We find all this distribution of the Greeks effected before the beginnings of written history. By the seventh century B.C.—that is to say, by the time of the Babylonian captivity of the Jews—the landmarks of the ancient world of the pre-Hellenic civilization in Europe have been obliterated. Tiryns and Cnossos are unimportant sites; Mycenæ and Troy survive in legend; the great cities of this new Greek world are Athens, Sparta (the capital of Lacedemon), Corinth, Thebes, Samos, Miletus. The world our grandfathers called “Ancient Greece” had arisen on the forgotten ruins of a still more Ancient Greece, in many ways as civilized and artistic, of which to-day we are only beginning to learn through the labours of the excavator. But the newer Ancient Greece, of which we are now telling, still lives vividly in the imaginations and institutions of men because it spoke a beautiful and most expressive Aryan tongue akin to our own, and because it had taken over the Mediterranean alphabet and perfected it by the addition of vowels, so that reading and writing were now easy arts to learn and practise, and great numbers of people could master them and make a record for later ages.[172]

§ 2

Now this Greek civilization that we find growing up in South Italy and Greece and Asia Minor in the seventh century B.C., is a civilization differing in many important respects from the two great civilized systems whose growths we have already traced, that of the Nile and that of the Two Rivers of Mesopotamia. These civilizations grew through long ages where they are found; they grew slowly about a temple life out of a primitive agriculture; priest kings and god kings consolidated such early city states into empires. But the barbaric Greek herdsmen raiders came southward into a world whose civilization was already an old story. Shipping and agriculture, walled cities and writing, were already there. The Greeks did not grow a civilization of their own; they wrecked one and put another together upon and out of the ruins.
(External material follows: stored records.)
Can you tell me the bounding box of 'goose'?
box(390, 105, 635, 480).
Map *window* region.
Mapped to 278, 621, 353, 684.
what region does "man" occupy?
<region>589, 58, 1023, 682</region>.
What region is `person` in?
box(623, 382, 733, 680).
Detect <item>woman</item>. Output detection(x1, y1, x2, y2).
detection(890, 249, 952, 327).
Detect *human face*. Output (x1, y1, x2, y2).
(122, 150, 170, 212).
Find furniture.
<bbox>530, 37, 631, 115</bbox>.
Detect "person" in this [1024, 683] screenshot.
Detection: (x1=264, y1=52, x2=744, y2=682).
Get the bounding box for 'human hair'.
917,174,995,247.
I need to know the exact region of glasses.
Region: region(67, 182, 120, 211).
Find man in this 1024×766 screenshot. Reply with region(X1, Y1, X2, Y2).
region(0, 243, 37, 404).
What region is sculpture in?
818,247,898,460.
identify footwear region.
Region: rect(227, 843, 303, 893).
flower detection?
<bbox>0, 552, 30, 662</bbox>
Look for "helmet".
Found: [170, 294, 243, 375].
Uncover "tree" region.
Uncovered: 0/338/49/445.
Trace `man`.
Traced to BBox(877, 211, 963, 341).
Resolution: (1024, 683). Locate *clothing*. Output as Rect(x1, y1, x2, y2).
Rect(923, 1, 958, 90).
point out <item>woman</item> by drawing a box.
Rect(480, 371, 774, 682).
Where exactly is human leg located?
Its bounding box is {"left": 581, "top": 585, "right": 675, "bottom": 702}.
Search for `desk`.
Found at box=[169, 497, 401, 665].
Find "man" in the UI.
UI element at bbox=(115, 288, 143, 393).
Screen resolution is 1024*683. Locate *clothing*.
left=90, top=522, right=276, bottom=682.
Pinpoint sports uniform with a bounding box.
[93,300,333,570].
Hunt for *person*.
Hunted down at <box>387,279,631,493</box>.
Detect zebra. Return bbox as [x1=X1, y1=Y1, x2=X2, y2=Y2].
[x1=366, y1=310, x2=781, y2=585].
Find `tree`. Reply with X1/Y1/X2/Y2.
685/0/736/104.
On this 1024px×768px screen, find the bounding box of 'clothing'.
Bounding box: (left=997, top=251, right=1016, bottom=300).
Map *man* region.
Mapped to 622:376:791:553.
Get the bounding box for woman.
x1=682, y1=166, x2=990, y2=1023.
To this we must ascribe the fact that there is no temple-state stage, no stage of priest kings, in the Greek record. The Greeks got at once to the city organization that in the east had grown round the temple. They took over the association of temple and city; the idea was ready-made for them. What impressed them most about the city was probably its wall. It is doubtful if they took to city life and citizenship straight away. At first they lived in open villages outside the ruins of the cities they had destroyed, but there stood the model for them, a continual suggestion. They thought first of a city as a safe place in a time of strife, and of the temple uncritically as a proper feature of the city. They came into this inheritance of a previous civilization with the ideas and traditions of the woodlands still strong in their minds. The heroic social system of the Iliad took possession of the land, and adapted itself to the new conditions. As history goes on the Greeks became more religious and superstitious as the faiths of the conquered welled up from below.[173]

We have already said that the social structure of the primitive Aryans was a two-class system of nobles and commoners, the classes not very sharply marked off from each other, and led in warfare by a king who was simply the head of one of the noble families, primus inter pares, a leader among his equals. With the conquest of the aboriginal population and with the building of towns there was added to this simple social arrangement of two classes a lower stratum of farm-workers and skilled and unskilled workers, who were for the most part slaves. But all the Greek communities were not of this “conquest” type. Some were “refugee” cities representing smashed communities, and in these the aboriginal substratum would be missing.

In many of the former cases the survivors of the earlier population formed a subject class, slaves of the state as a whole, as, for instance, the Helots in Sparta. The nobles and commoners became landlords and gentlemen farmers; it was they who directed the shipbuilding and engaged in trade. But some of the poorer free citizens followed mechanic arts, and, as we have already noted, would even pull an oar in a galley for pay. Such priests as there were in this Greek world were either the guardians of shrines and temples or sacrificial functionaries; Aristotle, in his Politics, makes them a mere subdivision of his official class. The citizen served as warrior in youth, ruler in his maturity, priest in his old age. The priestly class, in comparison with the equivalent class in Egypt and Babylonia, was small and insignificant. The gods of the Greeks proper, the gods of the heroic Greeks, were, as we have already noted, glorified human beings, and they were treated without very much fear or awe; but beneath these gods of the conquering freemen lurked other gods of the subjugated peoples, who found their furtive followers among slaves and women. The original Aryan gods were not expected to work miracles or control men’s lives. But Greece, like most of the Eastern world in the thousand years B.C., was much addicted to consulting oracles or soothsayers. Delphi was particularly famous for its oracle. “When the Oldest Men in the tribe could not tell you the right thing to do,” says Gilbert Murray, “you went to the blessed dead. All oracles were at the tombs of Heroes. They told you what was ‘Themis,’ what was the right thing to do, or, as religious people would put it now, what was the Will of the God.”